As I've mentioned before, Burke view of society was essentially and fundamentally undemocratic. His argued for society's gradual improvement under the leadership of existing elites and institutions and feared common people's participation in political decision making unmediated by elite tutelage. This is a recipe for elite domination of political decision making and rests on the conviction that, as Lila suggests Robin's incorrectly argues, “some are fit, and thus ought, to rule others.” That "reasonable" Conservatives want to deny that their project rests on this horrid little principle doesn't change that fact.

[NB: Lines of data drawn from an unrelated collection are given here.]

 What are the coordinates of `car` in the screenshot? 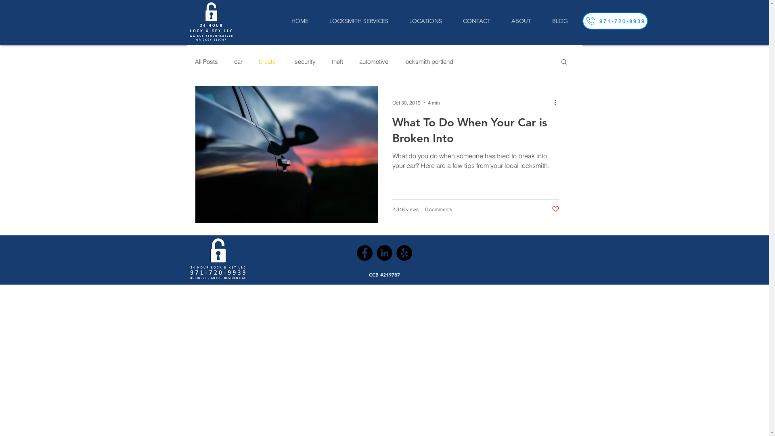 It's located at (238, 61).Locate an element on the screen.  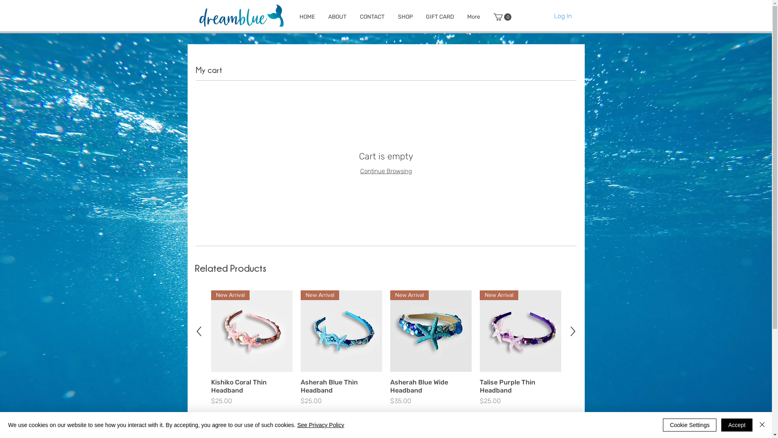
Accept is located at coordinates (737, 425).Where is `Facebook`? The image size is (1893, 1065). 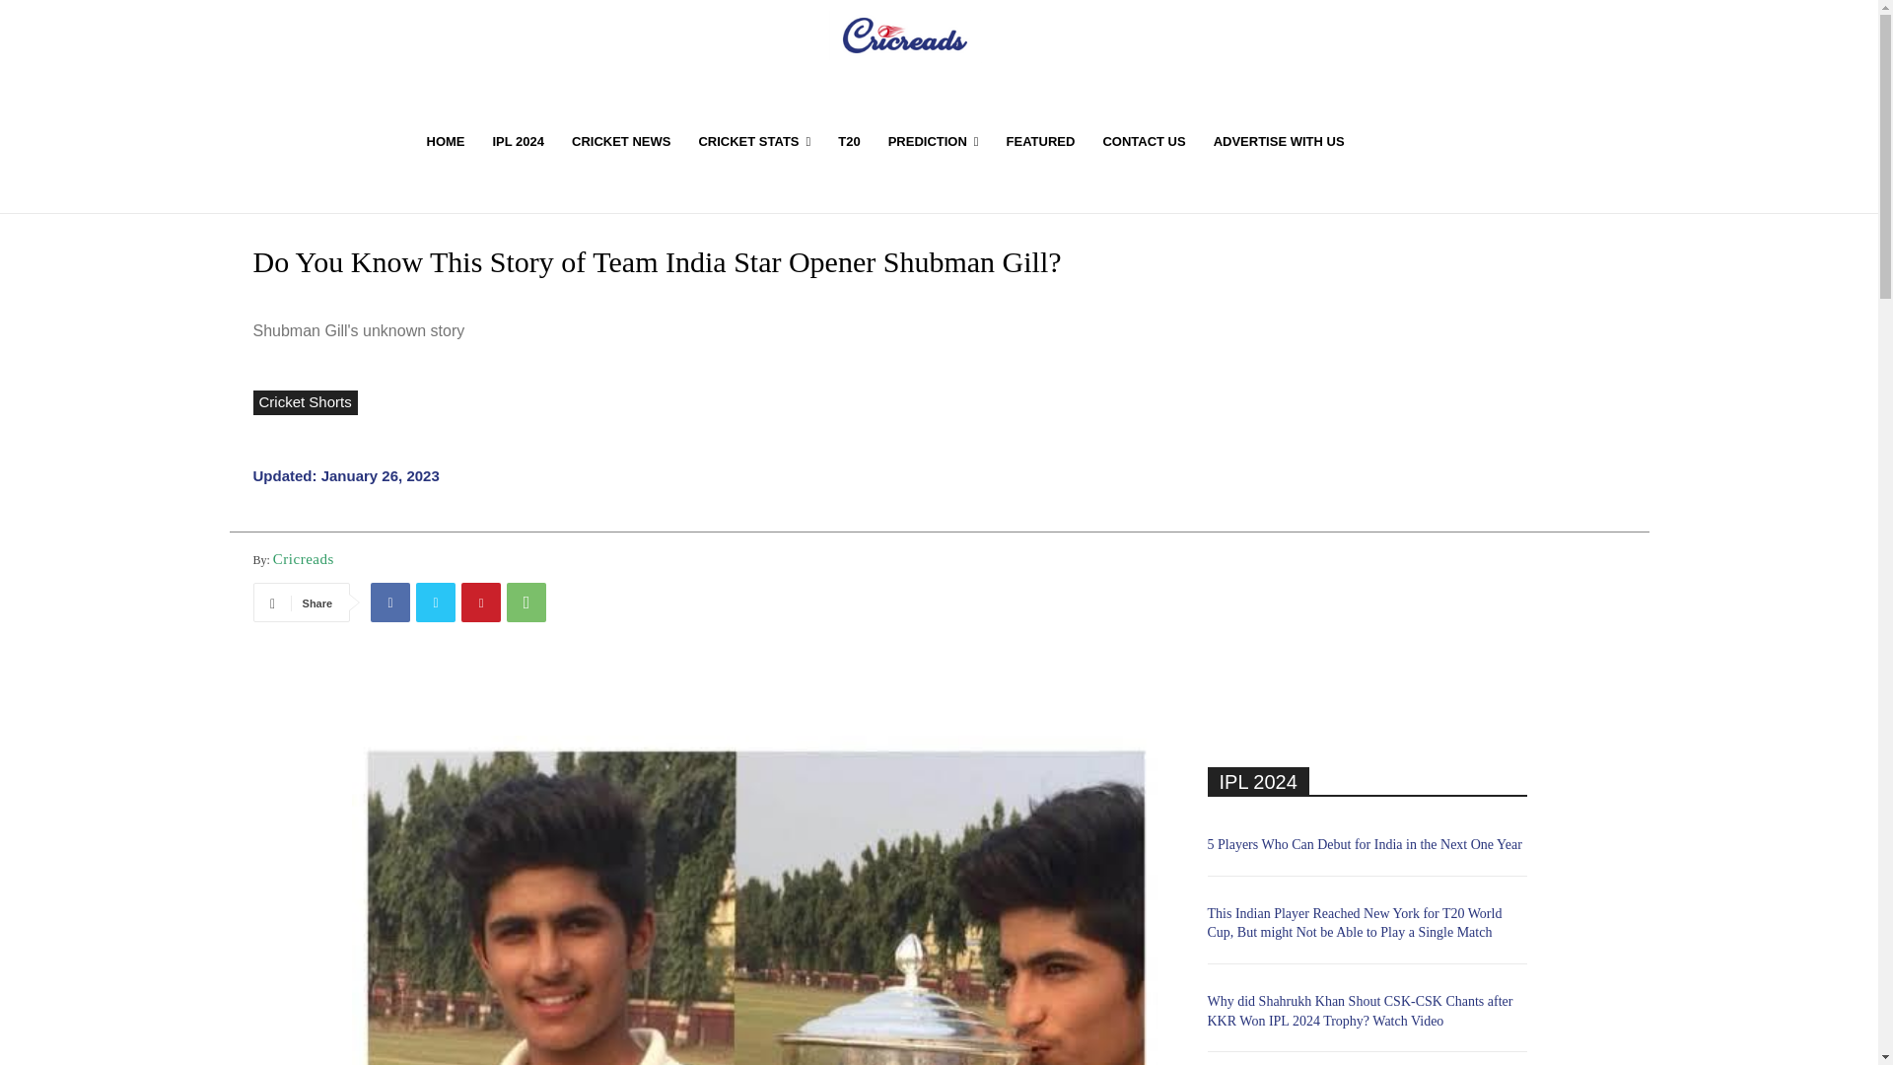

If Lilla wants to get rid of the dark and dangerous forces he sees the first step is to admit the role and power of the Conservative desire to deny to most of us the right to decide our own fates. Of course, to do that means admitting the unpleasant reality of the Conservative and Neoliberal project.


UPDATE:
The more I think about it the more I become convinced that Lilla had no interest in reviewing Robin's book but rather wanted to offer some kind of an anti-Tea Party conservative political ideology with a pinch f false equivalency thrown in.

UPDATE:
For a good thrashing of Lilla's review see

Monday, October 31, 2011

Conversations I'd Have Liked to Overhear

It seems that Groucho Marx and T.S. Eliot wrote one another and  once had dinner.  In a letter to Gummo (Milton) Marx Groucho wrote:
  that the week before the dinner, “I read ‘Murder in the Cathedral’ twice; ‘The Waste Land’ three times, and just in case of a conversational bottleneck, I brushed up on ‘King Lear’.” They begin with cocktails. A lull in the conversation prompts Groucho to “toss” in a quotation from ‘The Waste Land’.” Eliot “smiled faintly.” Feeling perhaps slighted by this uber-goy, Groucho writes that he “took a whack at ‘King Lear’," arguing that the king was “an incredibly foolish old man”. But Eliot, whether annoyed or nonplussed, perhaps passive-aggressively ignores Groucho’s invitation to ponder “Lear”, preferring instead to discuss “Animal Crackers” and “A Night at the Opera”. “Now,” recounts Groucho triumphantly, “it was my turn to smile faintly.” Suddenly they are like two characters in a play co-written by Samuel Beckett and Neil Simon.
It's the faint smiling that intrigues. See also.

Saturday, January 22, 2011

Kindling Irony

One of the really nifty things about Kindle is the endless number, or so it seems, of free books. Some of them, like Joseph Crosby Lincoln's Cap'n Eri, I've never heard of and, to be honest, it's not clear that I am better off for having altered that state of affairs.  Today's downloads included free Smith's Wealth of Nations and Theory of Moral Sentiments while Marx's Capital cost 89 pennies. 

Friday, January 21, 2011

More Nonexistant Conversations, Even Though Words Are Exchanged

Just the other day, I mentioned that progressive analysts of all things military felt as if the neo-Liberal, Conservative, and Warmongerosphers weren't paying any attention to the progressive critique of, you know, war.  Well it seems that a LTC Flynn, who was partially responsibly for destroying the village in order to save it, sort of responded here; however, as the progressive response to the response makes clear the LTC leaves undiscussed the real, or more central, objection to the destruction of a village for its own protection argument.